Ancient star explosions revealed in the deep sea.
As a physicist working at the Large Hadron Collider (LHC) at CERN
Established in 1954 and headquartered in Geneva, Switzerland, CERN is a European research organization that operates the Large Hadron Collider, the largest particle physics laboratory in the world. Its full name is the European Organization for Nuclear Research (French: Organisation européenne pour la recherche nucléaire) and the CERN acronym comes from the French Conseil Européen pour la Recherche Nucléaire.
The window
Posted in space
The window is closing soon to send your name around the Moon.
Sign up for free and get a custom boarding pass for the NASA Artemis I flight: nasa.gov/wearegoing
A Supersolid Disk
Posted in futurism
Researchers have created a disk-shaped supersolid, an achievement that could provide new routes to exploring previously unseen states of matter.
A powerful external magnetic field can transform both the heat flow and the shape of the implosion associated with inertial-confinement fusion—a laser-driven fusion technique.

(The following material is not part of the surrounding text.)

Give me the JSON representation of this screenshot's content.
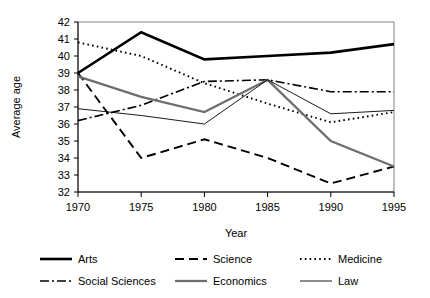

New schemes based on Rydberg superatoms placed in optical cavities can be used to manipulate single photons with high efficiency.

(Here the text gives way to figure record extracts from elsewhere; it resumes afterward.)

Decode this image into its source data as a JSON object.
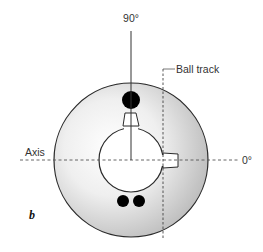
{
  "figure": {
    "panel_label": "b",
    "labels": {
      "angle_top": "90°",
      "angle_right": "0°",
      "axis": "Axis",
      "ball_track": "Ball track"
    },
    "components": {
      "ball": "bowling-ball",
      "core": "inner-core-circle",
      "thumb_hole": "thumb-hole",
      "finger_holes": [
        "finger-hole-left",
        "finger-hole-right"
      ],
      "axis_line": "horizontal-dashed-axis",
      "track_line": "vertical-dashed-ball-track",
      "reference_line": "vertical-90-degree-line"
    },
    "colors": {
      "ball_edge": "#2a2a2a",
      "ball_fill_light": "#fbfbfb",
      "ball_fill_dark": "#b8b8b8",
      "holes": "#000000",
      "dashes": "#555555"
    }
  }
}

New schemes based on Rydberg superatoms placed in optical cavities can be used to manipulate single photons with high efficiency.

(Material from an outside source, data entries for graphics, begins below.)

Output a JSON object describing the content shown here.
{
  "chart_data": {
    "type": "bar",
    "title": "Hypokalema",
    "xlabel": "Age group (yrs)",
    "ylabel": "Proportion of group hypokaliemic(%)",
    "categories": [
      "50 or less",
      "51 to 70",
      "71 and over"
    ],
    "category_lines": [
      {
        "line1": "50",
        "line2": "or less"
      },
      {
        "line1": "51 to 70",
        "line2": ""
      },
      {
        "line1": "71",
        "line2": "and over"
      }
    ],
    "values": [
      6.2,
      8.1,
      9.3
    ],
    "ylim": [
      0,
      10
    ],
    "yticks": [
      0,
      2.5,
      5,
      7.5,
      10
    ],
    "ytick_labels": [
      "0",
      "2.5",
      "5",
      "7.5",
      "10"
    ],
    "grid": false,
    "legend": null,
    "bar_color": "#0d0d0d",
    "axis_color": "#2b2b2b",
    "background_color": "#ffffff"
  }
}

The past decade has witnessed swift progress in the development and application of quantum technologies. Many promising directions involve using photons, the smallest energy packets of light, as carriers of quantum information [1]. Photons at optical wavelengths can be quickly transported through optical fibers over long distances and with negligible noise, even at room temperature. Unfortunately, one drawback is that photons do not normally interact with each other, which makes it challenging to manipulate a photon with another photon. Optical photons also couple weakly with other quantum systems, such as superconducting qubits, which makes it hard to interface these platforms with photons.
A new design based on the quantum capacitance of a silicon quantum dot could enable scalable, high-fidelity qubit readout.
The Facility for Rare Isotope Beams opens its doors to experiments that will study the formation of heavy elements in the Universe and provide critical tests of nuclear theories.
The Facility for Rare Isotope Beams opens its doors to experiments that will study the formation of heavy elements in the Universe and provide critical tests of nuclear theories.
The nuclear physics community is hailing the kickoff of a long-awaited facility for producing beams of radioactive isotopes, with a cohort of users gearing up for the first experiments. The Facility for Rare Isotope Beams (FRIB) at Michigan State University opens its doors to experimenters this week. FRIB is expected to deliver the widest range of rare isotopes of any existing facility, including many never-before-synthesized isotopes. The facility will also allow researchers to control the energies of the isotope beams so that they match those relevant to nuclear processes in stars and supernovae.
Rare isotopes get their name from their scarcity—these unstable nuclei decay radioactively and thus cannot be found naturally on Earth. But making sizable quantities of these elements in a lab will allow scientists to tackle important open problems in physics. Current nuclear theories, for instance, can’t describe many nuclei, and rare isotopes provide extreme cases on which to test why such theories fail. Rare isotopes are also relevant to the cosmic nucleosynthesis of heavy elements, a process for which there isn’t yet a satisfactory explanation. On the applied side, radioactive isotopes can be useful for medical imaging, cancer treatment, and other industrial applications.
Can humanity last another 400,000 years? We might have to if we want to talk to another technological civilization.
If there are so many galaxies, stars, and planets, where are all the aliens, and why haven’t we heard from them? Those are the simple questions at the heart of the Fermi Paradox. In a new paper, a pair of researchers ask the next obvious question: how long will we have to survive to hear from another alien civilization?
Their answer? 400,000 years.
Here’s how over 300 astronomers captured the dazzling first image of Sagittarius A*, and why it matters.
Our team was part of the global Event Horizon Telescope (EHT) Collaboration, which has used observations from a worldwide network of eight radio telescopes on our planet — collectively forming a single, Earth-sized virtual telescope — to take the stunning image. The breakthrough follows the collaboration’s 2019 release of the first-ever image of a black hole, called M87*, at the center of the more distant Messier 87 galaxy.
Black holes: Looking into darkness
The team observed Sagittarius A* on multiple nights, collecting data for many hours in a row, similar to using a long exposure time on a camera. Although we cannot see the black hole itself, because it is completely dark, glowing gas around it reveals a tell-tale signature: a dark central region (called a “shadow”) surrounded by a bright ring-like structure. The new view captures light bent by the powerful gravity of the black hole, which is four million times more massive than our Sun. The discovery also yields valuable clues about the workings of black holes, which are thought to reside at the center of most galaxies.